We’ve fallen in love with our tools, and forsaken our products. General Motors will wax poetic about how cars are now manufactured in state-of-the-art facilities, but these facilities were not created and implemented to make the product better, they were installed to improve profit. The company focuses on its tools, and forgets that what it sells is cars.

What has that ultimate tool, the computer, really brought us? Certainly not increased productivity. No improvement the quality of our working lives. It has, as my girlfriend pointed out, simply made our work more frustrating and our lives more menial.

It’s no surprise we’re losing employment and market dominance to India and China. No surprise that the Big Three automakers in North America are hemorrhaging market share to Japanese auto manufacturers who don’t rely on market data to make decisions but instead go out and ask people what they want.

It’s no surprise that North America is losing its ascendancy in world markets, and having to protect its financial policy with military policy.

It’s a new world out there, and I think western society is poorly equipped to compete on this new playing field. We might have created the game and built the field, but now there’s a new breed of player.


Comments

Nils Tuesday February 27, 2007


That is what Friedman is all about in The World is Flat. His point, however, is that it’s exactly technology that has done all the levelling.

I do think we’ve become too instrumentalist with regards to technology. Instead of discovering its potential, we have just implemented it in our lives without any real thought.

These days, when yet another ‘social networking’ site emerges, it’s likely to be the result of the search for another new tool, not the result of asking how we can better organize our social networks. We have to find out what we really need, I think, not what we want and want and want. No?

Commenting has ended for this post, but I'd still love to hear from you.

The website of Adrian Lebar

Hey! I don't really post here much any more, but I have been contributing to Temna Zvezda.
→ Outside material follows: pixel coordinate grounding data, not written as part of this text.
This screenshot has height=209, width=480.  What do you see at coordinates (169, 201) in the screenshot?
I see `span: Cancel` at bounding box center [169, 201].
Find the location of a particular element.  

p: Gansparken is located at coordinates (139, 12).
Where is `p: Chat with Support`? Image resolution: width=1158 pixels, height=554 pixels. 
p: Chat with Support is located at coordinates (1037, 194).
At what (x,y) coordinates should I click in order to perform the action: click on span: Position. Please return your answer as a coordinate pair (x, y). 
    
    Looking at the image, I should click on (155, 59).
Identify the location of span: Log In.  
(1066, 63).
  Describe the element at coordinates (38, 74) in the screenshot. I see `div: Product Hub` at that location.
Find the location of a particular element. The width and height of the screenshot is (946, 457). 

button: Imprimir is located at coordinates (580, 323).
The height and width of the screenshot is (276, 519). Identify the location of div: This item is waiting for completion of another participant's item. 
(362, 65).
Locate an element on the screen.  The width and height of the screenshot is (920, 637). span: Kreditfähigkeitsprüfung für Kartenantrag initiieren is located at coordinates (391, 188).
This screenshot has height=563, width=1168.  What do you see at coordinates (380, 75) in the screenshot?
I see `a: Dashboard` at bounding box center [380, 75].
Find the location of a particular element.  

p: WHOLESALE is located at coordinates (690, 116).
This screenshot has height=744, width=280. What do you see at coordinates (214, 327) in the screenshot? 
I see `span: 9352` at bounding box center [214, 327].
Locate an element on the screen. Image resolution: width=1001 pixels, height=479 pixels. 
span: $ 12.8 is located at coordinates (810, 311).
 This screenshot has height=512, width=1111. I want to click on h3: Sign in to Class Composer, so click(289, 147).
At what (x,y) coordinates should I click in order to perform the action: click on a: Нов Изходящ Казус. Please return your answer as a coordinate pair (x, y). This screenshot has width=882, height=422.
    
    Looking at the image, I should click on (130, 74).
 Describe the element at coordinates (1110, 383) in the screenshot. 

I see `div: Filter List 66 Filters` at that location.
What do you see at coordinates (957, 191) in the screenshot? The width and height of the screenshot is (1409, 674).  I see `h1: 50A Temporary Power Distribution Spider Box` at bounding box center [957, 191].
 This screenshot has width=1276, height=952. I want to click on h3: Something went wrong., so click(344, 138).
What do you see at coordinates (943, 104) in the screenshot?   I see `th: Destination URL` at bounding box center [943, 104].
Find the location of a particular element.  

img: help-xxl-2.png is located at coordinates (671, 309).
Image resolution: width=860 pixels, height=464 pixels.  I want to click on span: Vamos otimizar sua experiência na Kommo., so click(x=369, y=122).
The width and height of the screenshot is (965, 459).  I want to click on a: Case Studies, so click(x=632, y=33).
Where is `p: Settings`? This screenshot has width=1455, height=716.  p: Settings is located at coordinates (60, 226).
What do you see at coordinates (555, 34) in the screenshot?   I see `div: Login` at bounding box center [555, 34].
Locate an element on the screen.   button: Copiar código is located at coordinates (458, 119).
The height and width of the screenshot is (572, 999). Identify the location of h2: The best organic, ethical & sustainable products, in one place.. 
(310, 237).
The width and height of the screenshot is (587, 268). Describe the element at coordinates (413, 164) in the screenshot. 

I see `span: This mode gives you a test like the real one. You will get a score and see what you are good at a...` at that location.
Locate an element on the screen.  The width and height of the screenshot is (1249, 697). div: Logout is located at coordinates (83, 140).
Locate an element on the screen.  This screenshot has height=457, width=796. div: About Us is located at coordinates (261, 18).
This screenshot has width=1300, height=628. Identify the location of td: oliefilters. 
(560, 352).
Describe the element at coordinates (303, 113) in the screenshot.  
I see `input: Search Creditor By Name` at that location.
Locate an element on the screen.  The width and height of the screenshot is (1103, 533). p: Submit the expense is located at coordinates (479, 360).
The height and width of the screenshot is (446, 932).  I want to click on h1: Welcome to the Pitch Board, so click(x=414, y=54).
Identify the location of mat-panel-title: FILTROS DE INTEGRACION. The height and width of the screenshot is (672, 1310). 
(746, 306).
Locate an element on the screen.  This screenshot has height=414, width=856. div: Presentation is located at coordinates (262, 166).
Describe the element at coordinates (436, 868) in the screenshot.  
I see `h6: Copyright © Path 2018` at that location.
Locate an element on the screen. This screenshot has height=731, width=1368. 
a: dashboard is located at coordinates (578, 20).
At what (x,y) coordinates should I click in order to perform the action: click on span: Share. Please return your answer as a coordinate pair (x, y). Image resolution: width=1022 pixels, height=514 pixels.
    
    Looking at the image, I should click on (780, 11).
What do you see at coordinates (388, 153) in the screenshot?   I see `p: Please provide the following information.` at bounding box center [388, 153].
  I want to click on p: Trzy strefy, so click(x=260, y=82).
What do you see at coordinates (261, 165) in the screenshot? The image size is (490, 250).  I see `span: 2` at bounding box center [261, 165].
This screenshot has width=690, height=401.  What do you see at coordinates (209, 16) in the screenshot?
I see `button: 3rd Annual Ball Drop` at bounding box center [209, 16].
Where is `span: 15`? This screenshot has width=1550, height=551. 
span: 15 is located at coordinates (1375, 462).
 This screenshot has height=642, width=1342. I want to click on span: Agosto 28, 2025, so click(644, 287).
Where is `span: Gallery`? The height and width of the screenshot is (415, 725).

Why not head over there and check it out?

A Rain of Frogs was written, designed and built by Adrian Lebar, a twenty-five(!) year veteran of web design and development. He is currently managing web and mobile development teams at Canada’s largest and most beloved classifieds site, Kijiji!

He is a father, sailor, snowboarder, skier, cyclist, writer, artist, graphic designer, classically trained musician and afraid of heights.

Adrian is not currently available for freelance and contract work. Learn more.

Don't let the noise of other's opinions drown out your own inner voice.”